The original idea to establish a centre (which was originally intended only for blind and partially sighted students) in Brno was developed independently at three different faculties. At the initiative of the Rector, a working group consisting of Professor Jiří Zlatuška, Assistant Professor Renata Ochranová and Assistant Professor Ivan Kopeček was set up at the Faculty of Informatics to examine the use of information technologies for people with sight impairment. Employees of the United Organisation of the Blind and Partially Sighted maintained contact with the working group, as did the staff of the Department of Special Education at the Faculty of Education (Professor Marie Vítková and Dr. Zita Nováková-Sýkorová). Another group involved in development was the Faculty of Arts, where a facility for the study of Classical languages was equipped with information technology purchased with funds from the Higher Education Development Fund, the Faculty and other sponsors. This allowed students with impaired eyesight to study Classical languages. The experience gained here in the digital processing of texts using different alphabets (Greek, Linear B, special epigraphic characters, Hebrew, etc.) proved to be an inspired starting point for the processing of Braille texts. It was a third stimulus that proved to be the strongest: the Rector of the University responded to a call from the Faculty of Arts and submitted a proposal for the establishment of an assistance centre at the Faculty of Informatics (a blind student had just been enrolled at this faculty and it was necessary to provide him with materials in linear algebra, mathematical analysis, and other subjects that extensively use special symbols). In the spring of 1999, the dean of the Faculty of Informatics, Assistant Professor Luděk Matyska allocated the basic infrastructure for the project. The Faculty of Informatics also submitted a successful grant proposal to the Higher Education Development Fund (Project 912/00). This allowed the Centre to acquire the suitable equipment. As soon as it became clear that the Centre would serve the needs of the whole University, the centre was made directly accountable to the Rector (this became official in May 2000 after its approval by the Academic Senate Masaryk University in January 2000).
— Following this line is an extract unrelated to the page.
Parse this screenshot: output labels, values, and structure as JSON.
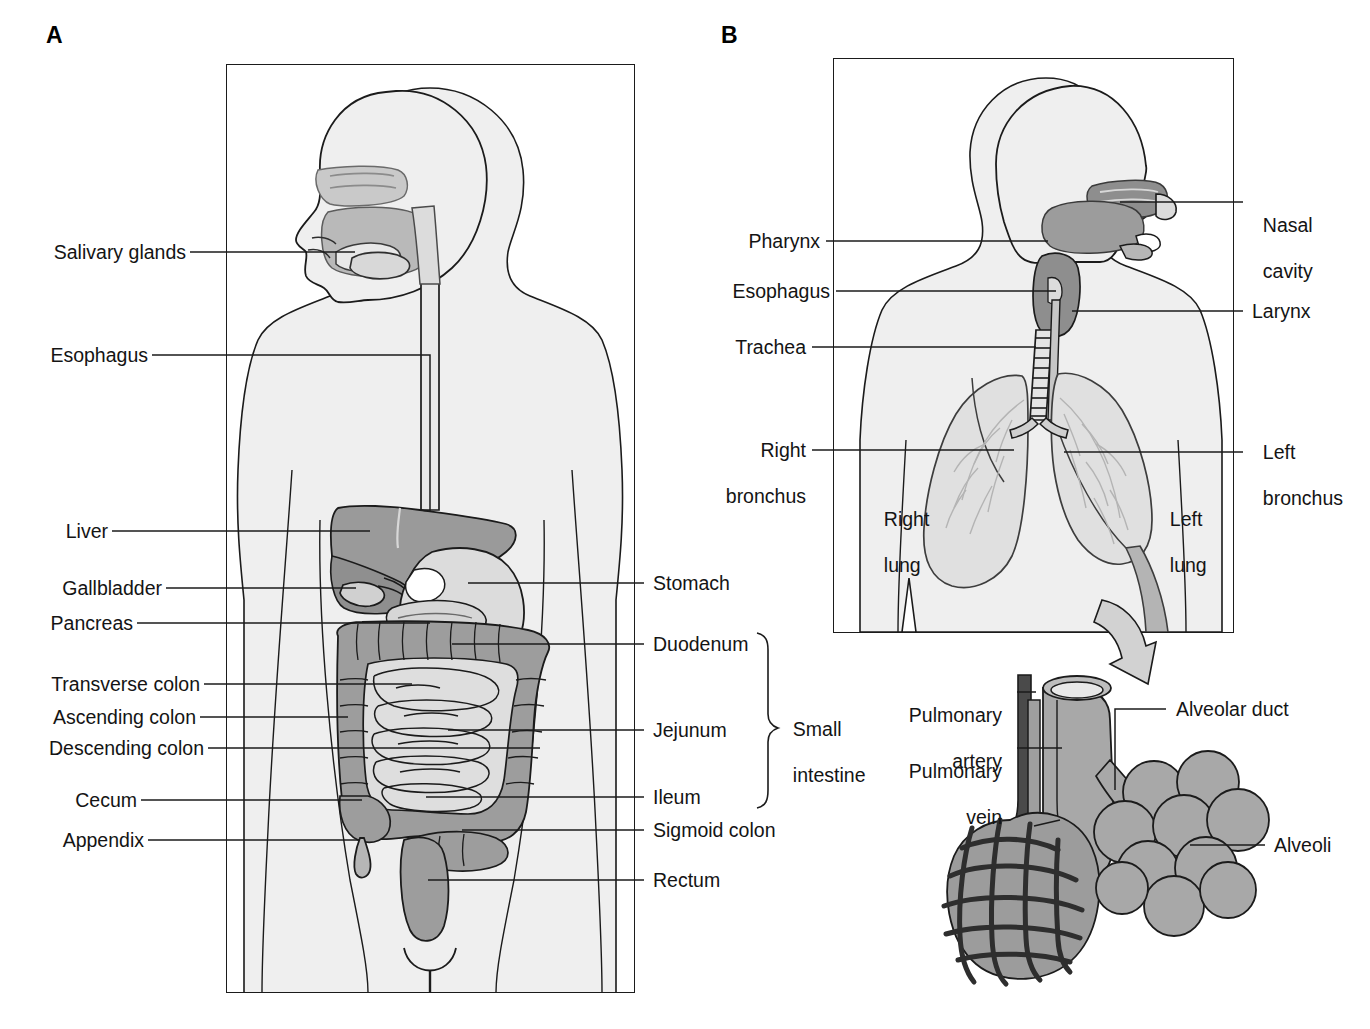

This complicated course of gradual mergers of different streams continues to define the Centre's character today: it is the only university centre enjoying the status of a centralized university facility, a Braille publisher and an academic library, an educational centre organising its own courses (ten tutorial courses complementing or replacing courses in accredited degree programmes and thirty courses in the Life-long Education programme), a specialised educational facility with the right to register and enrol students with impaired vision in the MU Information System and a consulting centre for secondary school students.